BOJ likely to keep pressure on yen in 2015

Kuroda needs to ensure that the currency stays at a level where investment and wages can rise again, say analysts

Published Fri, Jan 2, 2015 · 09:50 PM

Tokyo

FINANCIAL markets face many uncertainties as they enter 2015, but the one thing they can be quite certain of is Bank of Japan (BOJ) governor Haruhiko Kuroda's determination to keep pumping untold trillions of yen into the world's third-largest economy.

His plan, which he again announced over the New Year, has obvious implications for currency markets in that it signals further yen weakness; for equity markets, it suggests higher Tokyo stock prices.

What is not so obvious is why he is going to such lengths to convince the world he will do anything it takes to achieve his ends.

The BOJ could be said to have "over-delivered" on monetary easing, chief global economist Paul Sheard at Standard & Poor's in New York told The Business Times; yet, in a Christmas interview with Japan's Mainichi newspaper, Mr Kuroda repeated the central bank's readiness to carry out further monetary easing.

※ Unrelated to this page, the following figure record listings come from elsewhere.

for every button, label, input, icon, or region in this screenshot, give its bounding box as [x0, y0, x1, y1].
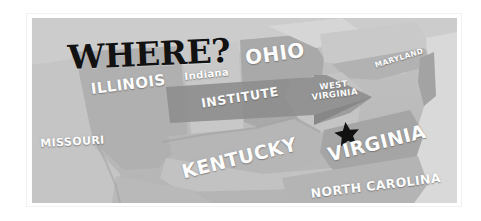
map-figure: INSTITUTE ILLINOIS Indiana OHIO MARYLAND…	[0, 0, 481, 221]
map-image: INSTITUTE ILLINOIS Indiana OHIO MARYLAND…	[32, 18, 457, 203]
page-title: WHERE?	[67, 31, 231, 77]
shape-delmarva	[418, 52, 436, 106]
map-label-missouri: MISSOURI	[40, 135, 105, 150]
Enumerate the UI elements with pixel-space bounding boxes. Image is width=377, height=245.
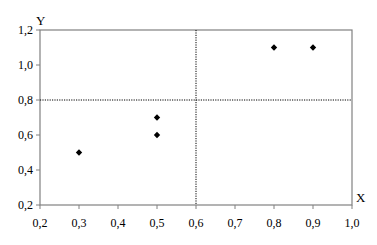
diamond-marker-icon [76, 149, 82, 155]
reference-lines [40, 30, 352, 205]
x-tick-label: 0,4 [111, 216, 126, 230]
y-tick-label: 0,2 [18, 198, 33, 212]
y-tick-label: 1,2 [18, 23, 33, 37]
x-tick-label: 0,9 [306, 216, 321, 230]
x-tick-label: 0,2 [33, 216, 48, 230]
x-axis-ticks: 0,20,30,40,50,60,70,80,91,0 [33, 205, 360, 230]
x-tick-label: 0,7 [228, 216, 243, 230]
scatter-chart: 0,20,30,40,50,60,70,80,91,0 0,20,40,60,8… [0, 0, 377, 245]
x-tick-label: 0,6 [189, 216, 204, 230]
x-tick-label: 0,3 [72, 216, 87, 230]
y-tick-label: 0,4 [18, 163, 33, 177]
diamond-marker-icon [310, 44, 316, 50]
x-tick-label: 0,5 [150, 216, 165, 230]
diamond-marker-icon [154, 114, 160, 120]
diamond-marker-icon [271, 44, 277, 50]
y-axis-ticks: 0,20,40,60,81,01,2 [18, 23, 40, 212]
y-tick-label: 0,6 [18, 128, 33, 142]
x-axis-title: X [356, 190, 366, 205]
diamond-marker-icon [154, 132, 160, 138]
y-tick-label: 1,0 [18, 58, 33, 72]
x-tick-label: 0,8 [267, 216, 282, 230]
x-tick-label: 1,0 [345, 216, 360, 230]
y-tick-label: 0,8 [18, 93, 33, 107]
y-axis-title: Y [36, 13, 46, 28]
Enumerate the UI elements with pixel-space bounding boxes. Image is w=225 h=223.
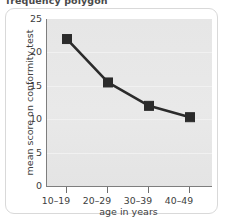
data-point-marker [186,113,195,122]
plot-area [46,19,212,187]
y-tick-label: 5 [24,148,42,158]
x-tick-mark [148,187,149,193]
y-tick-label: 10 [24,114,42,124]
figure-page: frequency polygon mean score on conformi… [0,0,225,223]
y-tick-label: 25 [24,14,42,24]
x-tick-label: 40–49 [156,195,202,206]
y-tick-label: 15 [24,81,42,91]
x-tick-mark [107,187,108,193]
y-tick-label: 20 [24,47,42,57]
line-chart: mean score on conformity test 25 20 15 1… [0,0,225,223]
x-tick-label: 30–39 [115,195,161,206]
data-series-svg [47,19,212,186]
x-axis-title: age in years [46,206,211,217]
y-tick-label: 0 [24,181,42,191]
x-tick-mark [189,187,190,193]
x-tick-label: 20–29 [74,195,120,206]
series-markers [63,35,195,122]
x-tick-mark [66,187,67,193]
x-tick-label: 10–19 [33,195,79,206]
series-line [67,39,190,117]
data-point-marker [104,78,113,87]
data-point-marker [63,35,72,44]
y-axis-tick-labels: 25 20 15 10 5 0 [22,0,42,223]
data-point-marker [145,101,154,110]
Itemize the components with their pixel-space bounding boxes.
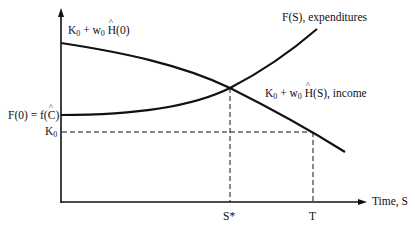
k0-label: K0 [45, 126, 57, 139]
s-star-label: S* [223, 211, 235, 223]
expenditures-label: F(S), expenditures [282, 12, 367, 24]
t-label: T [309, 211, 316, 223]
income-label: K0 + w0 H(S), income [265, 88, 367, 101]
x-axis-label: Time, S [372, 196, 408, 208]
income-intercept-label: K0 + w0 H(0) [68, 25, 129, 38]
diagram-canvas [0, 0, 415, 228]
f0-label: F(0) = f(C) [8, 110, 59, 122]
x-axis-arrow-icon [358, 199, 367, 205]
y-axis-arrow-icon [58, 8, 64, 17]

There may be more behind this than commonly supposed, analysts say.

It is not simply that the BOJ chief needs to save face by meeting his globally declared annual inflation target of 2 per cent, but that he needs to ensure that the yen stays at a level where investment and wages can rise again.

Only by holding the yen comfortably below the 100-to-the-dollar level - it is now at 120 - and preventing the kind of appreciation that sent it soaring to as high as 79 several years ago can the BOJ convince Japanese firms that sudden yen shocks are a thing of the past, some say.

This is critically important now in the run-up to the annual round of spring wage negotiations, or shunto. Many firms are showing a strong reluctance to raise basic wages out of fear that the yen's weakness - which has boosted their export profits - may be temporary.

Larger firms are also wary of bringing back huge cash resources held offshore to finance new capital investments because they are unsure about whether the yen could suddenly appreciate again, thus rendering exports from new domestic production capacity uncompetitive.

Unlike the US Federal Reserve, the BOJ does not consciously target employment levels or wage levels in its monetary policy. Instead, Japan's central bank and the Japanese government appear to be working together almost as one under Mr Kuroda and Prime Minister Shinzo Abe.

Monetary policy and fiscal policy have effectively been "fused" under this joint leadership, said former Goldman Sachs Asia vice-president Kenneth Courtis; this means that the BOJ is focused not just on an inflation target, but also on wider macro-economic goals.

"If the BOJ loosens its commitment just because it is difficult to achieve the price target, that in itself will make it impossible to meet the price target," Mr Kuroda had said in his interview with Mainichi, in a reference to the need to boost inflation expectations in Japan.

In the interview, he ruled out the possibility of watering down the central bank's commitment to hitting its inflation target in the fiscal year beginning April 1, 2015, a move advocated by some BOJ policymakers who believe the target to be too ambitious.

Yet, S&P's Mr Sheard says that the BOJ could already be said to have done more than enough to push up demand and prices in Japan by launching a second round of quantitative monetary easing last October, even as Mr Abe prepared to keep fiscal policy loose by postponing a second sales tax hike.

Mr Kuroda's "propaganda" about the BOJ's determination to do all it can to achieve the inflation target is designed not only to convince Japanese consumers and investors that deflation has ended, but also to convince markets that they had better not bet against the weak yen, some say.